Russia lives in the past and offers its citizens a less than rosy future; the growing power of the outdated Cossacks is just one example. Russia’s frames of reference are old victories or involve settling old scores such as winning World War II or retaking the Crimean Peninsula. The authorities attempt to mold the past to fit the present, with the future also presented as reflecting the past. At the inauguration, the president promised his people a new future, not because it is time for change but because, he said, he felt “responsibility toward Russia, a country of magnificent victories and accomplishments, toward the history of the Russian state that goes back centuries, and toward our ancestors.[56]

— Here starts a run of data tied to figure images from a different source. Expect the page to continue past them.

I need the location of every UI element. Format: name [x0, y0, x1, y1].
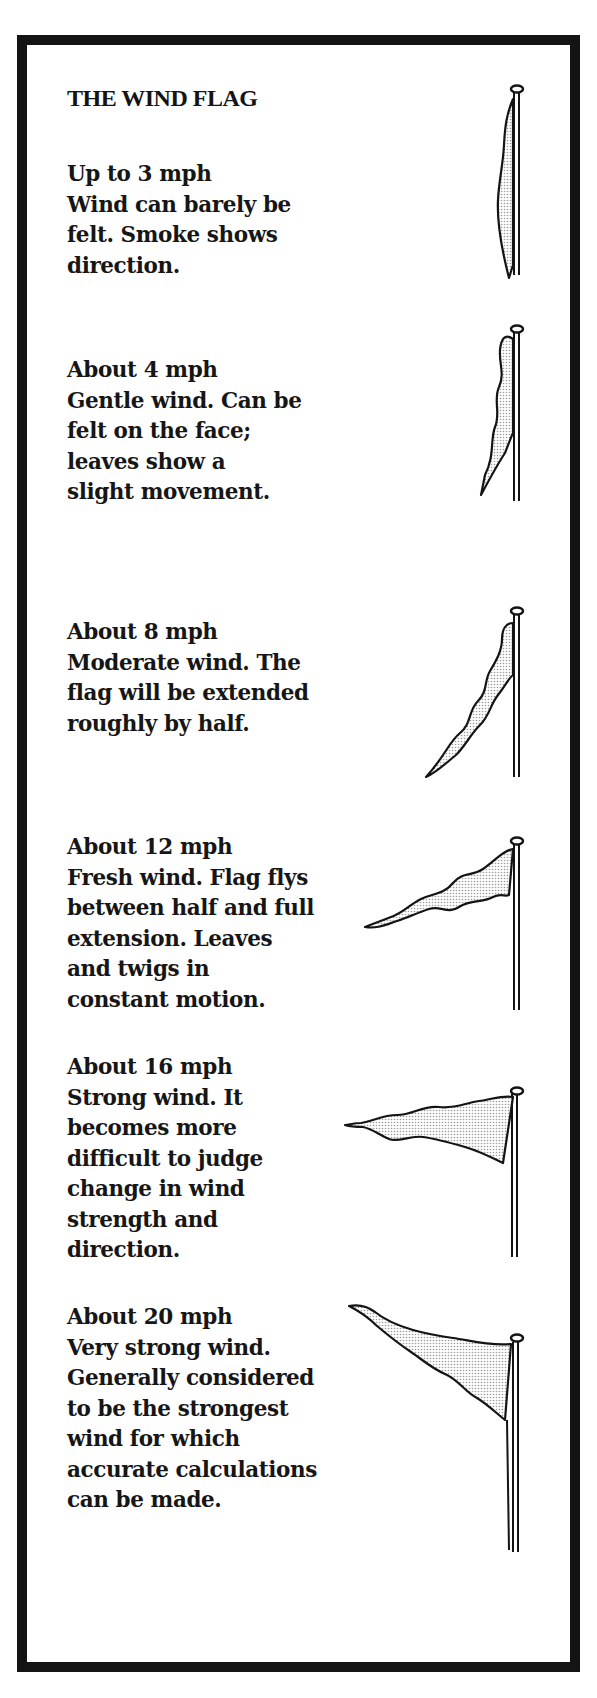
wind-description-line: change in wind: [67, 1174, 263, 1205]
wind-speed-label: About 12 mph: [67, 832, 314, 863]
wind-description-line: Strong wind. It: [67, 1083, 263, 1114]
wind-description-line: to be the strongest: [67, 1394, 317, 1425]
wind-description-line: and twigs in: [67, 954, 314, 985]
wind-speed-label: About 4 mph: [67, 355, 302, 386]
wind-entry-16mph: About 16 mph Strong wind. It becomes mor…: [67, 1052, 263, 1266]
fully-extended-flag-icon: [327, 1085, 527, 1260]
wind-speed-label: About 16 mph: [67, 1052, 263, 1083]
wind-speed-label: About 20 mph: [67, 1302, 317, 1333]
raised-flag-icon: [327, 1300, 527, 1590]
wind-description-line: Very strong wind.: [67, 1333, 317, 1364]
wind-description-line: Generally considered: [67, 1363, 317, 1394]
half-extended-flag-icon: [412, 605, 527, 795]
wind-flag-chart-frame: THE WIND FLAG Up to 3 mph Wind can barel…: [17, 35, 580, 1672]
wind-description-line: roughly by half.: [67, 709, 309, 740]
wind-description-line: Moderate wind. The: [67, 648, 309, 679]
wind-description-line: extension. Leaves: [67, 924, 314, 955]
wind-entry-8mph: About 8 mph Moderate wind. The flag will…: [67, 617, 309, 739]
wind-description-line: difficult to judge: [67, 1144, 263, 1175]
wind-description-line: Gentle wind. Can be: [67, 386, 302, 417]
wind-description-line: can be made.: [67, 1485, 317, 1516]
wind-description-line: leaves show a: [67, 447, 302, 478]
wind-description-line: becomes more: [67, 1113, 263, 1144]
wind-entry-20mph: About 20 mph Very strong wind. Generally…: [67, 1302, 317, 1516]
wind-speed-label: Up to 3 mph: [67, 159, 291, 190]
wind-description-line: Fresh wind. Flag flys: [67, 863, 314, 894]
wind-description-line: felt on the face;: [67, 416, 302, 447]
wind-entry-4mph: About 4 mph Gentle wind. Can be felt on …: [67, 355, 302, 508]
slightly-lifted-flag-icon: [457, 325, 527, 505]
wind-description-line: Wind can barely be: [67, 190, 291, 221]
wind-description-line: strength and: [67, 1205, 263, 1236]
wind-description-line: accurate calculations: [67, 1455, 317, 1486]
wind-description-line: flag will be extended: [67, 678, 309, 709]
wind-description-line: direction.: [67, 251, 291, 282]
wind-description-line: slight movement.: [67, 477, 302, 508]
wind-description-line: between half and full: [67, 893, 314, 924]
page-title: THE WIND FLAG: [67, 85, 257, 112]
wind-description-line: constant motion.: [67, 985, 314, 1016]
wind-entry-12mph: About 12 mph Fresh wind. Flag flys betwe…: [67, 832, 314, 1015]
wind-description-line: wind for which: [67, 1424, 317, 1455]
wind-speed-label: About 8 mph: [67, 617, 309, 648]
wind-description-line: felt. Smoke shows: [67, 220, 291, 251]
mostly-extended-flag-icon: [347, 835, 527, 1020]
limp-flag-icon: [467, 85, 527, 300]
wind-entry-3mph: Up to 3 mph Wind can barely be felt. Smo…: [67, 159, 291, 281]
wind-description-line: direction.: [67, 1235, 263, 1266]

“The country’s security and defense capabilities are reliably ensured,”[57] Putin stated, his victory parades getting more and more elaborate and symbolically grand with every passing year. In 2017, to public cheers, a new Christmas decoration graced store shelves in GUM, Moscow’s Red Square department store—a collection of glass balls titled “Our Heritage,” with tanks and fighter jets painted as a theme.

Putin may not believe that war with the West is imminent, but the possibility that it might happen at all only helps him. He certainly gets help from the United States, the former Cold War foe that has now developed its own obsession with Russia. Indeed, Putin possesses a fascinating ability to bring extremely diverse yearnings together—yearnings for monarchy, for the Soviet past, for Russian military glory, for a revived Russian national spirit.

In 2017, by Moscow’s main thoroughfare, Sadovoe Koltso—the Garden Ring Road—the Russian Military History Society sponsored the building of a monument to Mikhail Kalashnikov, the inventor of the AK-47. From his pedestal overlooking the road Kalashnikov seems to be ready to shoot at anyone who comes near—yet another striking example of Russia’s militant national pride. Part of this composition is an image of the globe, displaying a bas-relief of the Kalashnikov rifle, on top of which stands Archangel Michael slaying a dragon, backset by an imposing Stalinist skyscraper—another sign of Russia’s split personality, of Soviet and saintly military greatness aligned.

Russia is largely a homogeneous country, despite its demographic and geographic diversity. Russia does not constitute a separate civilization—it has borrowed too much from the West for that—but in its own way, it seems a world of its own. The multitudinous peoples and cultures composing the country dissolve in a sort of imperial homogeneity. Non-Russians—from the Chechens in the Northern Caucasus to Buryats of Ulan-Ude to the Yakuts of Sakha—make it a diverse land, but they do not influence politics or drive social changes. We saw this from Kaliningrad to Vladivostok.

вернуться

2

“Vladimir Putin’s Inauguration,” RT (formerly Russia Today), May 8, 2018.